Bother. My tomatoes have gone and split on me.
This, of course, is my own silly fault. Tomatoes split for just one reason: the water content of the fruit has been allowed to fall, then all of a sudden someone has come along and guiltily overcompensated with the hose, so flooding the fruits with water. Result: the skins have to expand so rapidly to accommodate all that extra moisture that they can’t cope, and they split. It’s not the end of the world – you can still eat them, though you have to be quick about it before the mould sets in. But it is very annoying.
Splitting (along with blossom end rot, caused by a similar set of circumstances) is a daily risk you run outdoors: you have no control over rainfall of course (I wish) so a sudden downpour after a drought produces exactly the right conditions to split all your fruit. In a greenhouse under cover, where these were grown, there’s simply no excuse. Except bone idleness on the part of a hose-shy gardener, of course.
Some tomato varieties are resistant to splitting: ‘Maskotka’, ‘Terenzo’ and ‘Orkado’ are just three of those which take longer to give way than others, so they’re very well worth trying outdoors given our current yo-yoing weather conditions.
But generally I find tomatoes resistant to splitting have thick, chewy skins – partly no doubt what helps them put up with inconsistent water levels without cracking. And I do like a tomato with a thin skin.
The ones in the pic are ‘Suttons Everyday’, a 1930s heirloom cultivar I was given to try out along with a lot of other heirloom tomatoes. It’s a fine tomato: medium sized, good flavour, great all-rounder as the name would suggest: and with lovely thin skins, which need careful handling if they’re to stay intact.
The current plan is to install automatic watering next year: I have my eye on the Irrigatia solar-powered pump, which works out of a water butt and sensibly powers its battery only when the sun is out and you need the extra water. Inspired. I shall report back, so watch this space.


> [TASK TO COMPLETE]
Copy every entry exactly as given, minus the images.

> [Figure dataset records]
--- START ---

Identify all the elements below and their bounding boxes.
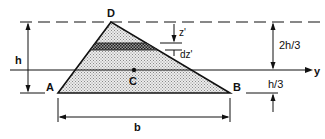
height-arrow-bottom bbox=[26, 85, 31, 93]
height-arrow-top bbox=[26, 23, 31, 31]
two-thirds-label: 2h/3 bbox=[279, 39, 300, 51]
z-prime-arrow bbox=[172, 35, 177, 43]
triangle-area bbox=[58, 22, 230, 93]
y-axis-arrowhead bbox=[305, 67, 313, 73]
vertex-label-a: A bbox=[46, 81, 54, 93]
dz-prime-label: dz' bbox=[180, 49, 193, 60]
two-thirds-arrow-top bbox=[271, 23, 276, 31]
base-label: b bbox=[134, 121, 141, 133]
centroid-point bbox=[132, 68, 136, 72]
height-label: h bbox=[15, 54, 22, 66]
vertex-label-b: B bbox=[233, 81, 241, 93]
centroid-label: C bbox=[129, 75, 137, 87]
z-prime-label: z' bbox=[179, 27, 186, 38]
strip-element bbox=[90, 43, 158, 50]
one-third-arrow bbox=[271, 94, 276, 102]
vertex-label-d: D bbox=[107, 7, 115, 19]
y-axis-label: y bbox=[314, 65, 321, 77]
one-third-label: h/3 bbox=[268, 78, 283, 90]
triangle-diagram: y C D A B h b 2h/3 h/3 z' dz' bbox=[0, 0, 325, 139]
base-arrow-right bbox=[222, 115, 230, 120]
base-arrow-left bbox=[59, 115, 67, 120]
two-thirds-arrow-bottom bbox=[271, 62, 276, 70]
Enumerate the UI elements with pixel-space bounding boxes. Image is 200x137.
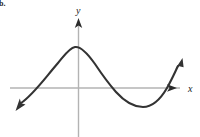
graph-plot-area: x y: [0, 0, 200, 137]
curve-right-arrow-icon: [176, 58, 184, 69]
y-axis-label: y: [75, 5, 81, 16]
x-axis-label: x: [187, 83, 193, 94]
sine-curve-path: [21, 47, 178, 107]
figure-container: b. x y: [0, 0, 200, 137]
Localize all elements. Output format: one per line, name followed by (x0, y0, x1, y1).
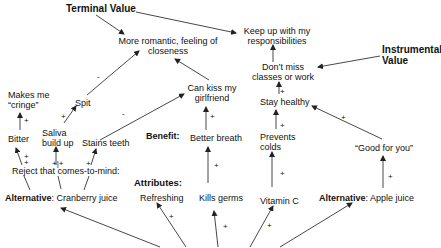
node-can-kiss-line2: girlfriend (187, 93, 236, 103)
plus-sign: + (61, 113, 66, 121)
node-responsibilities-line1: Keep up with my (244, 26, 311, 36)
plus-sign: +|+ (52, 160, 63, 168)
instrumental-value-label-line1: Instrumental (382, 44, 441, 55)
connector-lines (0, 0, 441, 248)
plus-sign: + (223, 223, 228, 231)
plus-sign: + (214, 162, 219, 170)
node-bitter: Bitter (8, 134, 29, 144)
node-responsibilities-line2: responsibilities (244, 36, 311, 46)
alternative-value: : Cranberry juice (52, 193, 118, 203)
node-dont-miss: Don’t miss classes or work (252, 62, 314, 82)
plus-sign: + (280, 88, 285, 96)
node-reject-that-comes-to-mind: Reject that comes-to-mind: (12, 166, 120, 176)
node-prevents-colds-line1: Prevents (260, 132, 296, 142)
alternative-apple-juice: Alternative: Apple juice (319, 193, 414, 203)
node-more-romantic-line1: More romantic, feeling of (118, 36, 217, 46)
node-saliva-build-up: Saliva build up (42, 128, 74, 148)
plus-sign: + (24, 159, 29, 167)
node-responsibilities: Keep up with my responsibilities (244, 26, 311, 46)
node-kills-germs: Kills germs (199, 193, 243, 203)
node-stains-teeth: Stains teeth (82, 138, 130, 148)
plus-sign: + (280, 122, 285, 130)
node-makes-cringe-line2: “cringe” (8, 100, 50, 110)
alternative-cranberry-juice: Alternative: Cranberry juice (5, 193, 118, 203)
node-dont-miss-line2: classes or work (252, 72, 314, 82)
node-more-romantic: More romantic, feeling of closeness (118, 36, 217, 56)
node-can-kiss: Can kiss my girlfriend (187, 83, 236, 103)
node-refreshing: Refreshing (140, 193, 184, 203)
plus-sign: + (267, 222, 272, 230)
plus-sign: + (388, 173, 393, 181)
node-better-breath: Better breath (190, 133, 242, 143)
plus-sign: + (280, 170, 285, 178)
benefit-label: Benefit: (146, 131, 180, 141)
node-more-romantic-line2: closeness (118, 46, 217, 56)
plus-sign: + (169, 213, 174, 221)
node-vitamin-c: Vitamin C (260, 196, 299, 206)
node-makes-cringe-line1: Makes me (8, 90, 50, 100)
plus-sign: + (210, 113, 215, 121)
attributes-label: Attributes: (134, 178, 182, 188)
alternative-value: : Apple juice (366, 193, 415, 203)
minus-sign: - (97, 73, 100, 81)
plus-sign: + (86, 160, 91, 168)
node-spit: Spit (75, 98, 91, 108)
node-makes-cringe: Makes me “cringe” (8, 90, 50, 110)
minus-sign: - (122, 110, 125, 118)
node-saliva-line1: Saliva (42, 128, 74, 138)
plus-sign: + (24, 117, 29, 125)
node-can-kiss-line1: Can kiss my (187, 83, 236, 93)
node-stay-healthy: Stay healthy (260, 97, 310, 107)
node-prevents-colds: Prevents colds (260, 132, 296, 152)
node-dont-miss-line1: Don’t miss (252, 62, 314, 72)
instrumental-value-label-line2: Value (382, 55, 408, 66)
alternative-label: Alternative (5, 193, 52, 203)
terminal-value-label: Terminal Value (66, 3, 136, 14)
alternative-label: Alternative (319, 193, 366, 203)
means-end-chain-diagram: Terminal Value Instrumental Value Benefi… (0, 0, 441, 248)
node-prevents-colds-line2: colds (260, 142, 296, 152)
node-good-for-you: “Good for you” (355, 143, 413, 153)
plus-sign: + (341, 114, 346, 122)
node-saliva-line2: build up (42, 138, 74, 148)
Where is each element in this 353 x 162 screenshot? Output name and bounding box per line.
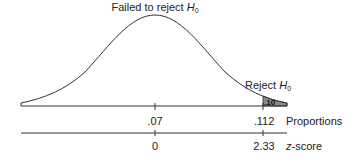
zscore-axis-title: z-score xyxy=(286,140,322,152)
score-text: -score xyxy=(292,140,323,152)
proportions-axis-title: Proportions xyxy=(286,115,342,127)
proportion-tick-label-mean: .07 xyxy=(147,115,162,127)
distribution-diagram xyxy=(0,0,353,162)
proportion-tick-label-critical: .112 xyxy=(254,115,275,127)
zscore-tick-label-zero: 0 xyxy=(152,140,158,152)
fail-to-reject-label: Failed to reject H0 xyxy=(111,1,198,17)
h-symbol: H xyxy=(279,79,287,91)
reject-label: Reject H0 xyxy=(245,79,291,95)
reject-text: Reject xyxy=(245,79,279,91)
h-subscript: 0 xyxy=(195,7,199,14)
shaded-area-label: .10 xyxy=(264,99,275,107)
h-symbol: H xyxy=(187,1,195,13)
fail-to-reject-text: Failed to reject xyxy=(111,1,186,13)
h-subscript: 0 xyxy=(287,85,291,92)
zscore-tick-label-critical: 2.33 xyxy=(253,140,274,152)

--- END ---

> [WRITTEN REPLY]
Identify all the elements below and their bounding boxes.
height-arrow-bottom bbox=[26, 85, 31, 93]
height-arrow-top bbox=[26, 23, 31, 31]
two-thirds-label: 2h/3 bbox=[279, 39, 300, 51]
z-prime-arrow bbox=[172, 35, 177, 43]
triangle-area bbox=[58, 22, 230, 93]
y-axis-arrowhead bbox=[305, 67, 313, 73]
vertex-label-a: A bbox=[46, 81, 54, 93]
dz-prime-label: dz' bbox=[180, 49, 193, 60]
two-thirds-arrow-top bbox=[271, 23, 276, 31]
base-label: b bbox=[134, 121, 141, 133]
centroid-point bbox=[132, 68, 136, 72]
height-label: h bbox=[15, 54, 22, 66]
vertex-label-b: B bbox=[233, 81, 241, 93]
centroid-label: C bbox=[129, 75, 137, 87]
z-prime-label: z' bbox=[179, 27, 186, 38]
strip-element bbox=[90, 43, 158, 50]
one-third-arrow bbox=[271, 94, 276, 102]
vertex-label-d: D bbox=[107, 7, 115, 19]
y-axis-label: y bbox=[314, 65, 321, 77]
one-third-label: h/3 bbox=[268, 78, 283, 90]
triangle-diagram: y C D A B h b 2h/3 h/3 z' dz' bbox=[0, 0, 325, 139]
base-arrow-right bbox=[222, 115, 230, 120]
base-arrow-left bbox=[59, 115, 67, 120]
two-thirds-arrow-bottom bbox=[271, 62, 276, 70]
Enumerate the UI elements with pixel-space bounding boxes. Image is 200x137.
graph-plot-area: x y: [0, 0, 200, 137]
curve-right-arrow-icon: [176, 58, 184, 69]
y-axis-label: y: [75, 5, 81, 16]
x-axis-label: x: [187, 83, 193, 94]
sine-curve-path: [21, 47, 178, 107]
figure-container: b. x y: [0, 0, 200, 137]
Localize all elements. Output format: one per line, name followed by (x0, y0, x1, y1).
node-can-kiss-line2: girlfriend (187, 93, 236, 103)
plus-sign: + (61, 113, 66, 121)
node-responsibilities-line1: Keep up with my (244, 26, 311, 36)
plus-sign: +|+ (52, 160, 63, 168)
instrumental-value-label-line1: Instrumental (382, 44, 441, 55)
connector-lines (0, 0, 441, 248)
plus-sign: + (223, 223, 228, 231)
plus-sign: + (214, 162, 219, 170)
node-bitter: Bitter (8, 134, 29, 144)
node-responsibilities-line2: responsibilities (244, 36, 311, 46)
alternative-value: : Cranberry juice (52, 193, 118, 203)
node-dont-miss: Don’t miss classes or work (252, 62, 314, 82)
plus-sign: + (280, 88, 285, 96)
node-reject-that-comes-to-mind: Reject that comes-to-mind: (12, 166, 120, 176)
node-prevents-colds-line1: Prevents (260, 132, 296, 142)
alternative-apple-juice: Alternative: Apple juice (319, 193, 414, 203)
node-more-romantic-line1: More romantic, feeling of (118, 36, 217, 46)
node-saliva-build-up: Saliva build up (42, 128, 74, 148)
plus-sign: + (24, 159, 29, 167)
node-responsibilities: Keep up with my responsibilities (244, 26, 311, 46)
node-kills-germs: Kills germs (199, 193, 243, 203)
node-stains-teeth: Stains teeth (82, 138, 130, 148)
plus-sign: + (280, 122, 285, 130)
node-makes-cringe-line2: “cringe” (8, 100, 50, 110)
alternative-cranberry-juice: Alternative: Cranberry juice (5, 193, 118, 203)
node-dont-miss-line2: classes or work (252, 72, 314, 82)
node-more-romantic: More romantic, feeling of closeness (118, 36, 217, 56)
node-can-kiss: Can kiss my girlfriend (187, 83, 236, 103)
node-refreshing: Refreshing (140, 193, 184, 203)
plus-sign: + (267, 222, 272, 230)
plus-sign: + (388, 173, 393, 181)
node-better-breath: Better breath (190, 133, 242, 143)
plus-sign: + (280, 170, 285, 178)
benefit-label: Benefit: (146, 131, 180, 141)
node-more-romantic-line2: closeness (118, 46, 217, 56)
plus-sign: + (169, 213, 174, 221)
node-vitamin-c: Vitamin C (260, 196, 299, 206)
node-makes-cringe-line1: Makes me (8, 90, 50, 100)
plus-sign: + (210, 113, 215, 121)
attributes-label: Attributes: (134, 178, 182, 188)
alternative-value: : Apple juice (366, 193, 415, 203)
minus-sign: - (97, 73, 100, 81)
plus-sign: + (86, 160, 91, 168)
node-spit: Spit (75, 98, 91, 108)
node-makes-cringe: Makes me “cringe” (8, 90, 50, 110)
minus-sign: - (122, 110, 125, 118)
node-saliva-line1: Saliva (42, 128, 74, 138)
plus-sign: + (24, 117, 29, 125)
node-can-kiss-line1: Can kiss my (187, 83, 236, 93)
node-stay-healthy: Stay healthy (260, 97, 310, 107)
node-prevents-colds: Prevents colds (260, 132, 296, 152)
node-dont-miss-line1: Don’t miss (252, 62, 314, 72)
instrumental-value-label-line2: Value (382, 55, 408, 66)
alternative-label: Alternative (5, 193, 52, 203)
terminal-value-label: Terminal Value (66, 3, 136, 14)
alternative-label: Alternative (319, 193, 366, 203)
means-end-chain-diagram: Terminal Value Instrumental Value Benefi… (0, 0, 441, 248)
node-prevents-colds-line2: colds (260, 142, 296, 152)
node-good-for-you: “Good for you” (355, 143, 413, 153)
plus-sign: + (341, 114, 346, 122)
node-saliva-line2: build up (42, 138, 74, 148)
Where is each element in this 353 x 162 screenshot? Output name and bounding box per line.
zscore-axis-title: z-score xyxy=(286,140,322,152)
score-text: -score xyxy=(292,140,323,152)
proportions-axis-title: Proportions xyxy=(286,115,342,127)
proportion-tick-label-mean: .07 xyxy=(147,115,162,127)
distribution-diagram xyxy=(0,0,353,162)
proportion-tick-label-critical: .112 xyxy=(254,115,275,127)
zscore-tick-label-zero: 0 xyxy=(152,140,158,152)
fail-to-reject-label: Failed to reject H0 xyxy=(111,1,198,17)
h-symbol: H xyxy=(279,79,287,91)
reject-label: Reject H0 xyxy=(245,79,291,95)
reject-text: Reject xyxy=(245,79,279,91)
h-subscript: 0 xyxy=(195,7,199,14)
shaded-area-label: .10 xyxy=(264,99,275,107)
h-symbol: H xyxy=(187,1,195,13)
fail-to-reject-text: Failed to reject xyxy=(111,1,186,13)
h-subscript: 0 xyxy=(287,85,291,92)
zscore-tick-label-critical: 2.33 xyxy=(253,140,274,152)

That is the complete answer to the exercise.